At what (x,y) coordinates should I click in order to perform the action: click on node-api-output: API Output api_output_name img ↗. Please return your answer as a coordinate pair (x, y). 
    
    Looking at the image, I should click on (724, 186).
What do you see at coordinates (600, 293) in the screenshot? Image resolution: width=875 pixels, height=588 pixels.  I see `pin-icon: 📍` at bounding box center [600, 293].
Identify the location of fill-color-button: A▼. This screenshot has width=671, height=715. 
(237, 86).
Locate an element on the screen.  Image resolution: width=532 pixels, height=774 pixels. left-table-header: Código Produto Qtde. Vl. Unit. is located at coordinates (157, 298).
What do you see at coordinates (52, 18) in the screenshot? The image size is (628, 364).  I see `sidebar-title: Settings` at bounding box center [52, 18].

* * *

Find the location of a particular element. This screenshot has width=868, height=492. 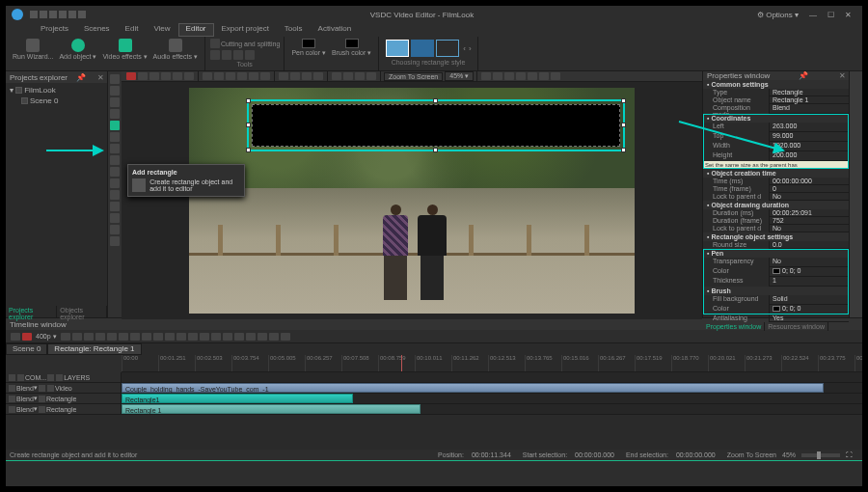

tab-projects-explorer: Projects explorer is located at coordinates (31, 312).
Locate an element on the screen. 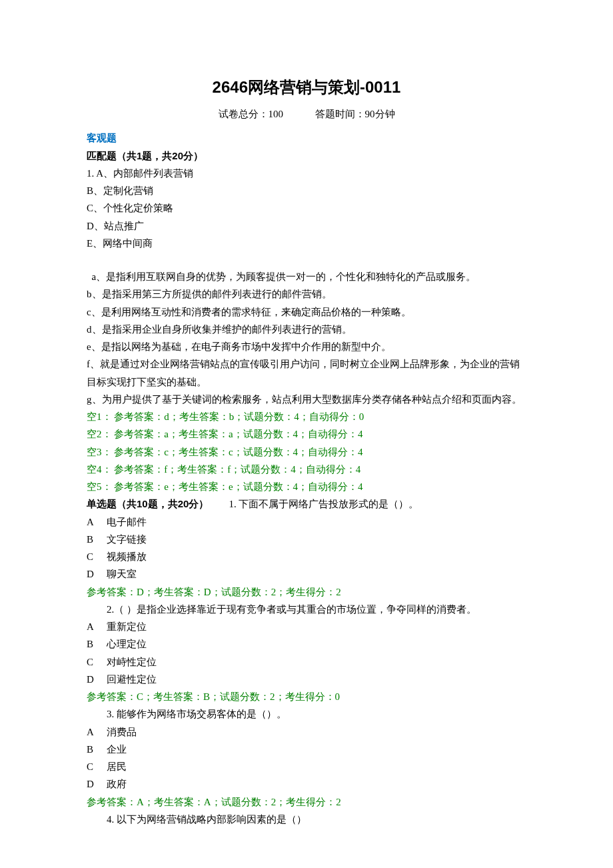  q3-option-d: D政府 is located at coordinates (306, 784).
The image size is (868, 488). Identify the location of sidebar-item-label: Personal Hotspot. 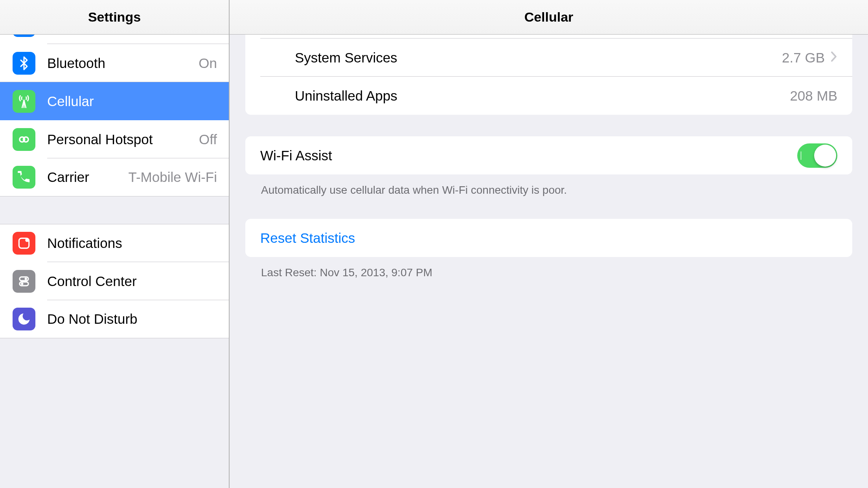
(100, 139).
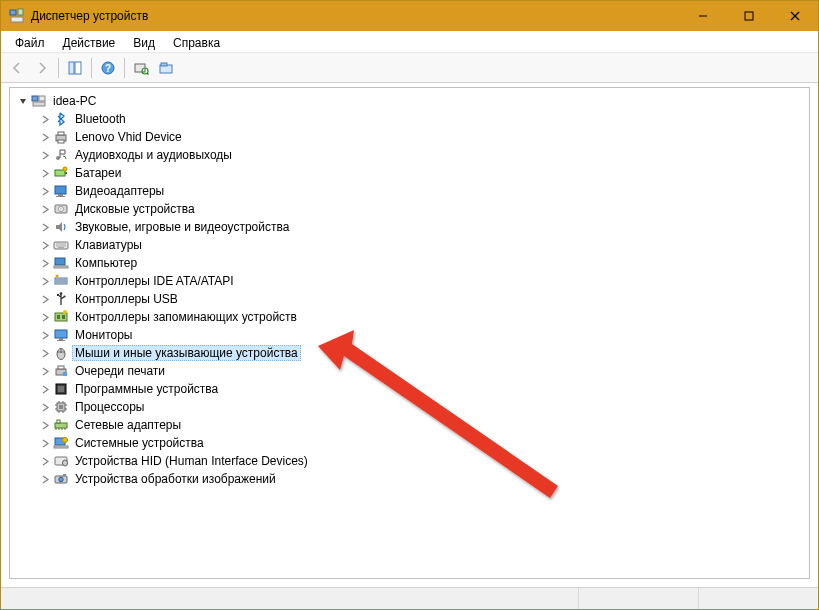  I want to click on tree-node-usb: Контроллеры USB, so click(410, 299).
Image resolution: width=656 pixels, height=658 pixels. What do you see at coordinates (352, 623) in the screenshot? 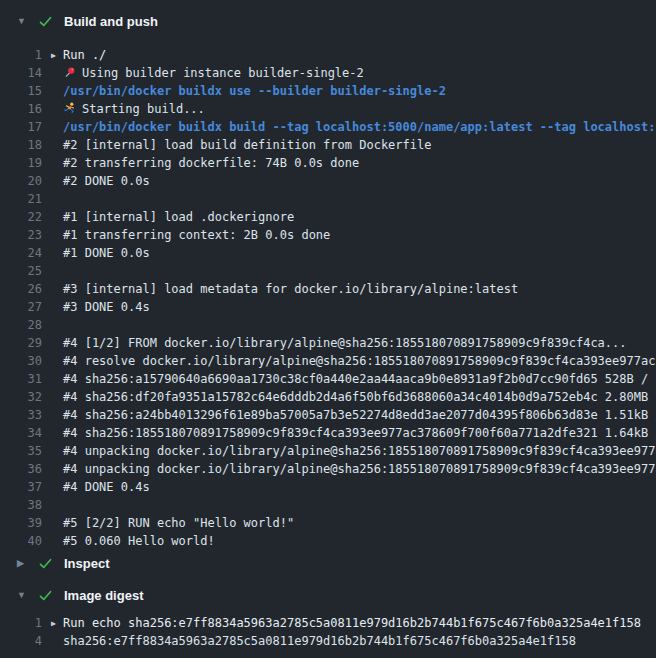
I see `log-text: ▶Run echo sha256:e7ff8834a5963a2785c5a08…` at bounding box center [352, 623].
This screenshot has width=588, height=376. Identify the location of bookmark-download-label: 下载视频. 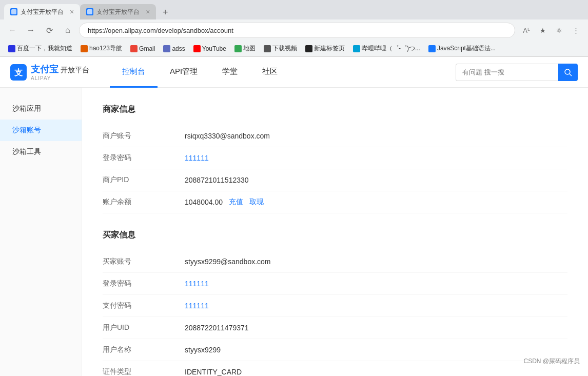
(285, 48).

==

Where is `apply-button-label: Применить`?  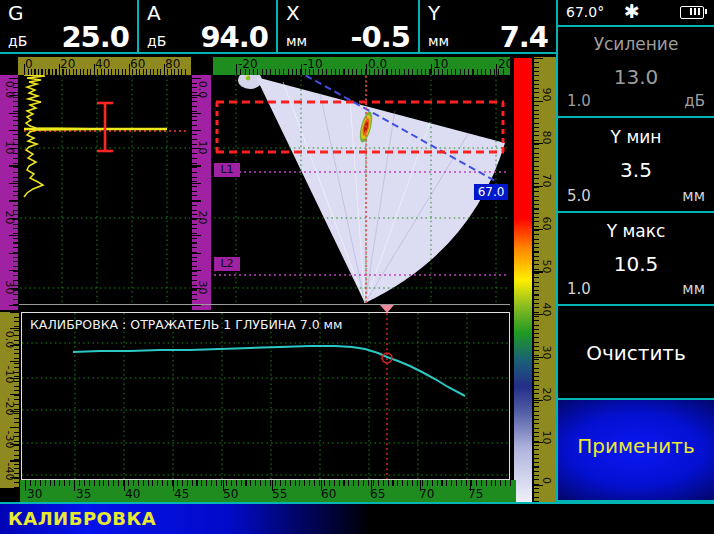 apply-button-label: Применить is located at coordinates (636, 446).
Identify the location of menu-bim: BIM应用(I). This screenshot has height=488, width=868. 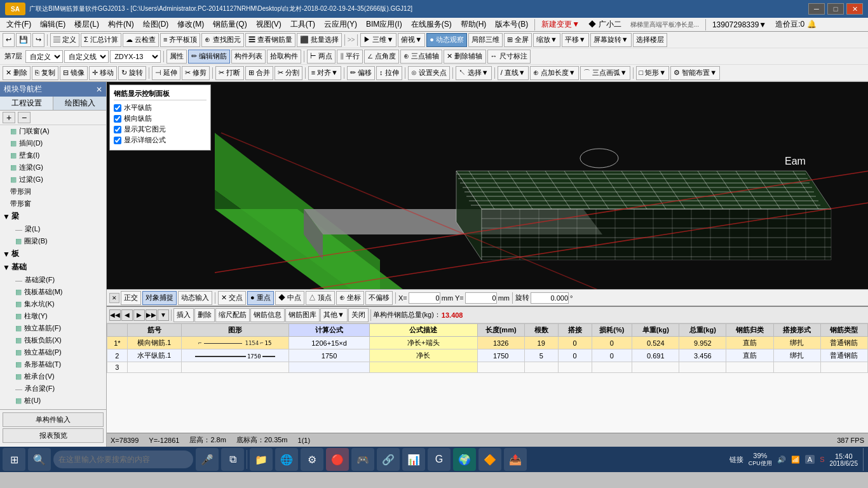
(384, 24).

» **GOAL OF THE EXERCISE**:
Everything starting at the line containing "Identify the location of fill-color-button: A▼." and ending at the line containing "What do you see at coordinates (52, 18)" in the records above should be repeated exactly, and only that.

» **ANSWER**:
Identify the location of fill-color-button: A▼. This screenshot has width=671, height=715. 
(237, 86).
Locate an element on the screen.  Image resolution: width=532 pixels, height=774 pixels. left-table-header: Código Produto Qtde. Vl. Unit. is located at coordinates (157, 298).
What do you see at coordinates (52, 18) in the screenshot? The image size is (628, 364).  I see `sidebar-title: Settings` at bounding box center [52, 18].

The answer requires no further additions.